Baku's decision between the Nabucco and South Stream pipelines will come definitively in the first half of 2011, perhaps by the end of the first quarter. At present, more pieces are in place for Nabucco than for South Stream. (See Azerbaijan wants Nabucco's cards on the table, Asia Times Online, November 18, 2010.)
 

> Nabucco Pipeline Map
 
At the same time, Turkmenistan has taken definite steps to liberate itself from the stranglehold that Russia had until recently upon the country's gas exports. This was a breakout year for Turkmenistan, with a heady list of achievements made towards that goal: the construction of an export pipeline already supplying 10 billion cubic meters per year (bcm/y) to China with an end-stage target of 30 bcm/y; the slight increase in exports to Iran; the abandonment of the Caspian Coastal Pipeline for exports to Russia; and the very real long-term possibility of exports to Europe via Azerbaijan either under or over the Caspian Sea. Capping these, was this month's signing of a quadripartite framework agreement for the Turkmenistan-Afghanistan-Pakistan-India pipeline, which has long on the drawing boards. (See Tectonic shift under way in Turkmen gas, Asia Times Online, May 28, 2010; Turkmenistan signals Nabucco intentions, Asia Times Online, September 24, 2010.)

It may seem odd that it would be relatively smaller countries such as Azerbaijan and Turkmenistan that are taking control over the next phase of evolution of Central Eurasian energy geo-economics.

However, this is in the nature of complex systems, which are systems of which the behavior cannot be predicted from an examination only of their parts. (The canonical example of a non-complex system is an automobile factory: looking at what enters and what happens inside, one can predict what comes up. This is not so with complex systems, such as the biological cell, the human being, or the regional geo-economic system.)

Next year and the first half of the oncoming decade will see more of such developments. It is even possible that Uzbekistan will achieve some energy geo-economic significance beyond its own region. It is one of the largest gas producers in the region, but much of this is domestically consumed; other quantities go to southern Kazakhstan and Kyrgyzstan, but next to nothing is exported beyond Central Asia.

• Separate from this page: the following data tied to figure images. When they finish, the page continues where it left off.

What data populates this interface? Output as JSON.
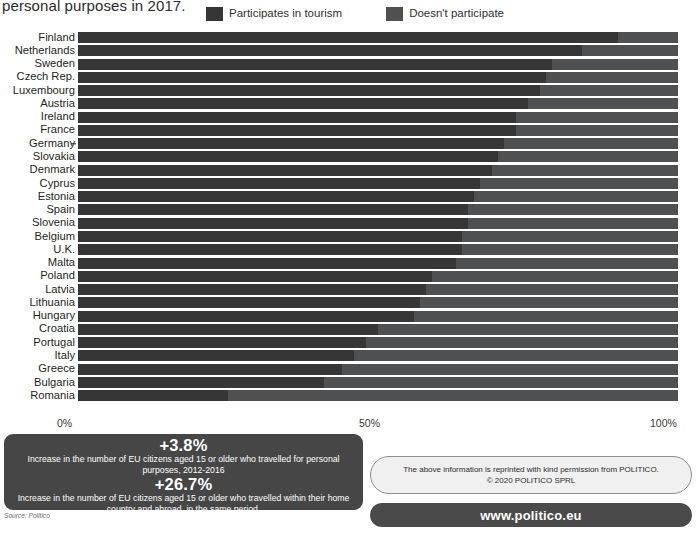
{
  "title": {
    "text": "personal purposes in 2017."
  },
  "legend": {
    "items": [
      {
        "label": "Participates in tourism",
        "color": "#363636",
        "icon": "legend-swatch-participates"
      },
      {
        "label": "Doesn't participate",
        "color": "#4f5052",
        "icon": "legend-swatch-doesnt-participate"
      }
    ]
  },
  "axis": {
    "ticks": [
      "0%",
      "50%",
      "100%"
    ]
  },
  "chart_data": {
    "type": "bar",
    "orientation": "horizontal",
    "stacked": true,
    "xlabel": "",
    "ylabel": "",
    "xlim": [
      0,
      100
    ],
    "tick_labels": [
      "0%",
      "50%",
      "100%"
    ],
    "grid": false,
    "legend_position": "top",
    "categories": [
      "Finland",
      "Netherlands",
      "Sweden",
      "Czech Rep.",
      "Luxembourg",
      "Austria",
      "Ireland",
      "France",
      "Germany",
      "Slovakia",
      "Denmark",
      "Cyprus",
      "Estonia",
      "Spain",
      "Slovenia",
      "Belgium",
      "U.K.",
      "Malta",
      "Poland",
      "Latvia",
      "Lithuania",
      "Hungary",
      "Croatia",
      "Portugal",
      "Italy",
      "Greece",
      "Bulgaria",
      "Romania"
    ],
    "series": [
      {
        "name": "Participates in tourism",
        "color": "#363636",
        "values": [
          90,
          84,
          79,
          78,
          77,
          75,
          73,
          73,
          71,
          70,
          69,
          67,
          66,
          65,
          65,
          64,
          64,
          63,
          59,
          58,
          57,
          56,
          50,
          48,
          46,
          44,
          41,
          25
        ]
      },
      {
        "name": "Doesn't participate",
        "color": "#4f5052",
        "values": [
          10,
          16,
          21,
          22,
          23,
          25,
          27,
          27,
          29,
          30,
          31,
          33,
          34,
          35,
          35,
          36,
          36,
          37,
          41,
          42,
          43,
          44,
          50,
          52,
          54,
          56,
          59,
          75
        ]
      }
    ]
  },
  "stats": {
    "items": [
      {
        "value": "+3.8%",
        "description": "Increase in the number of EU citizens aged 15 or older who travelled for personal  purposes, 2012-2016"
      },
      {
        "value": "+26.7%",
        "description": "Increase in the number of EU citizens aged 15 or older who travelled within their home country and abroad, in the same period."
      }
    ]
  },
  "source_note": "Source: Politico",
  "permission": {
    "line1": "The above information is reprinted with kind permission from POLITICO.",
    "line2": "© 2020 POLITICO SPRL"
  },
  "url": {
    "label": "www.politico.eu"
  }
}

Turkmenistan is one vertex of the fundamental Central Eurasian triangle mentioned above. The other two vertices will also play an important role in determining the future flows within the Central Eurasian energy geo-economic system, but they operate at a different scale of magnitude, and it is the scale that makes all the difference: it is why, if one concentrates on the larger powers such as the US, the EU, and China, the crucial and autonomous influence of such a smaller country as Azerbaijan can easily disappear from view.
 

 
Dr Robert M Cutler, educated at the Massachusetts Institute of Technology and The University of Michigan, has researched and taught at universities in the United States, Canada, France, Switzerland, and Russia. Now senior research fellow in the Institute of European, Russian and Eurasian Studies, Carleton University, Canada, he also consults privately in a variety of fields.